Wednesday, September 21, 2011

The Plural of Grief


Driving after an overnight ice storm the morning sun
crested hills, glancing trees just so: There illumined, a
staggering array of diamonds or earth-bound starlight,
an ice-glazed land without explanation or want of one.

I would have painted or photographed that scene, and
believe still that the light itself would have defied such
capture. I am left to mere words. They are inadequate
but all we have, discomfited as we are by silence.

I look to words to describe that November’s sainted frost,
the drenching humidity of a mid-Atlantic August,
how what seems so simple to others befuddles me,
how I excel at what seems impossible to others,

and why at the age of three my youngest daughter,
Emma, painted her October pumpkins pink and placed
one in her bedroom window, one in her closet,
and closed the door. “It’s my guardian pumpkin,” she said.

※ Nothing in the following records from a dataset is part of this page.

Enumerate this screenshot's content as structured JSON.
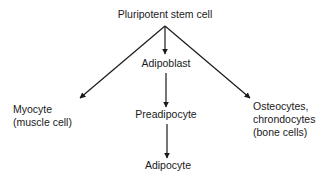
{
  "diagram": {
    "type": "cell-differentiation-tree",
    "nodes": {
      "root": {
        "label": "Pluripotent stem cell"
      },
      "adipoblast": {
        "label": "Adipoblast"
      },
      "preadipocyte": {
        "label": "Preadipocyte"
      },
      "adipocyte": {
        "label": "Adipocyte"
      },
      "myocyte": {
        "lines": [
          "Myocyte",
          "(muscle cell)"
        ]
      },
      "osteocytes": {
        "lines": [
          "Osteocytes,",
          "chrondocytes",
          "(bone cells)"
        ]
      }
    },
    "edges": [
      {
        "from": "root",
        "to": "myocyte"
      },
      {
        "from": "root",
        "to": "adipoblast"
      },
      {
        "from": "root",
        "to": "osteocytes"
      },
      {
        "from": "adipoblast",
        "to": "preadipocyte"
      },
      {
        "from": "preadipocyte",
        "to": "adipocyte"
      }
    ],
    "colors": {
      "line": "#1a1a1a",
      "text": "#1a1a1a",
      "background": "#ffffff"
    }
  }
}
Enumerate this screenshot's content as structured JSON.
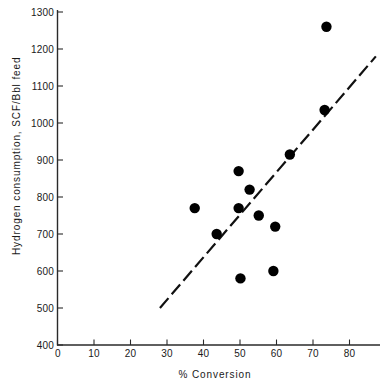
{
  "chart_data": {
    "type": "scatter",
    "title": "",
    "xlabel": "% Conversion",
    "ylabel": "Hydrogen consumption, SCF/Bbl feed",
    "xlim": [
      0,
      88
    ],
    "ylim": [
      400,
      1300
    ],
    "xticks": [
      0,
      10,
      20,
      30,
      40,
      50,
      60,
      70,
      80
    ],
    "xtick_labels": [
      "0",
      "10",
      "20",
      "30",
      "40",
      "50",
      "60",
      "70",
      "80"
    ],
    "yticks": [
      400,
      500,
      600,
      700,
      800,
      900,
      1000,
      1100,
      1200,
      1300
    ],
    "ytick_labels": [
      "400",
      "500",
      "600",
      "700",
      "800",
      "900",
      "1000",
      "1100",
      "1200",
      "1300"
    ],
    "grid": false,
    "legend": null,
    "marker_color": "#000000",
    "marker_size": 5.2,
    "series": [
      {
        "name": "Hydrogen consumption vs conversion",
        "marker": "filled-circle",
        "points": [
          {
            "x": 37.5,
            "y": 770
          },
          {
            "x": 43.5,
            "y": 700
          },
          {
            "x": 49.5,
            "y": 870
          },
          {
            "x": 49.5,
            "y": 770
          },
          {
            "x": 50.0,
            "y": 580
          },
          {
            "x": 52.5,
            "y": 820
          },
          {
            "x": 55.0,
            "y": 750
          },
          {
            "x": 59.0,
            "y": 600
          },
          {
            "x": 59.5,
            "y": 720
          },
          {
            "x": 63.5,
            "y": 915
          },
          {
            "x": 73.0,
            "y": 1035
          },
          {
            "x": 73.5,
            "y": 1260
          }
        ]
      }
    ],
    "trendline": {
      "style": "dashed",
      "color": "#111111",
      "x_start": 28.0,
      "y_start": 500,
      "x_end": 87.0,
      "y_end": 1180
    }
  },
  "axes": {
    "y_axis_name": "y-axis",
    "x_axis_name": "x-axis"
  }
}
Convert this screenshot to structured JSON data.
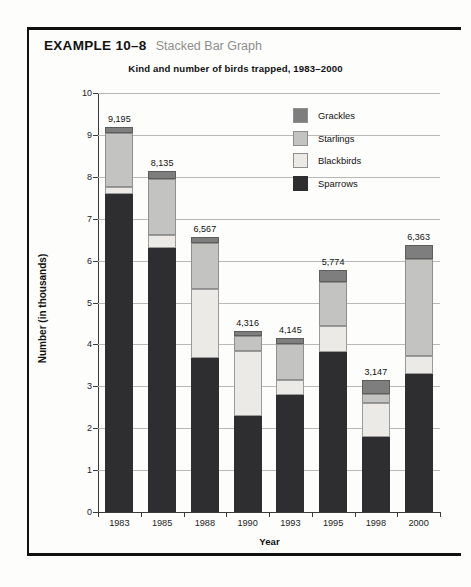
{
  "header": {
    "example_label": "EXAMPLE 10–8",
    "example_subtitle": "Stacked Bar Graph"
  },
  "chart_data": {
    "type": "bar",
    "subtype": "stacked-bar",
    "title": "Kind and number of birds trapped, 1983–2000",
    "xlabel": "Year",
    "ylabel": "Number (in thousands)",
    "grid": true,
    "legend_position": "upper-right-inside",
    "ylim": [
      0,
      10
    ],
    "yticks": [
      "10",
      "9",
      "8",
      "7",
      "6",
      "5",
      "4",
      "3",
      "2",
      "1",
      "0"
    ],
    "categories": [
      "1983",
      "1985",
      "1988",
      "1990",
      "1993",
      "1995",
      "1998",
      "2000"
    ],
    "totals": [
      "9,195",
      "8,135",
      "6,567",
      "4,316",
      "4,145",
      "5,774",
      "3,147",
      "6,363"
    ],
    "totals_numeric": [
      9.195,
      8.135,
      6.567,
      4.316,
      4.145,
      5.774,
      3.147,
      6.363
    ],
    "stack_order_bottom_to_top": [
      "Sparrows",
      "Blackbirds",
      "Starlings",
      "Grackles"
    ],
    "series": [
      {
        "name": "Sparrows",
        "color": "#2e2e30",
        "values": [
          7.6,
          6.3,
          3.67,
          2.3,
          2.8,
          3.83,
          1.8,
          3.3
        ]
      },
      {
        "name": "Blackbirds",
        "color": "#eceae6",
        "values": [
          0.15,
          0.3,
          1.66,
          1.55,
          0.35,
          0.6,
          0.8,
          0.43
        ]
      },
      {
        "name": "Starlings",
        "color": "#c3c3c1",
        "values": [
          1.3,
          1.35,
          1.09,
          0.35,
          0.87,
          1.05,
          0.22,
          2.32
        ]
      },
      {
        "name": "Grackles",
        "color": "#7e7e7e",
        "values": [
          0.145,
          0.185,
          0.147,
          0.116,
          0.125,
          0.294,
          0.327,
          0.313
        ]
      }
    ],
    "legend": [
      {
        "label": "Grackles",
        "color": "#7e7e7e"
      },
      {
        "label": "Starlings",
        "color": "#c3c3c1"
      },
      {
        "label": "Blackbirds",
        "color": "#eceae6"
      },
      {
        "label": "Sparrows",
        "color": "#2e2e30"
      }
    ]
  }
}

One must look to words to describe the fundamental
incompatibility of hope and life, the substance and
calculus that conspire to strip away our defense,
compel us to scream “why” at a God that suggests,

in return, it is not our question to ask. (Admit, finally,
that the word “because” does not answer anything.)
You must tap your deepest self time and time again to
overcome the raging arc of life, the aches and yearnings, the

fallibilities and the grief, the anguish of a loved one borne
away by cancers, lost minds, lost hearts, lost loves, loss.
It takes courage and more to survive these things,
and I have, but I am singularly uncourageous and lack the

simplest of skills to accomplish anything but to endure.
I am a conscript of the peculiar faith that suggests God
will impose nothing that we cannot survive. But he will
do his damndest to find our particular tolerances.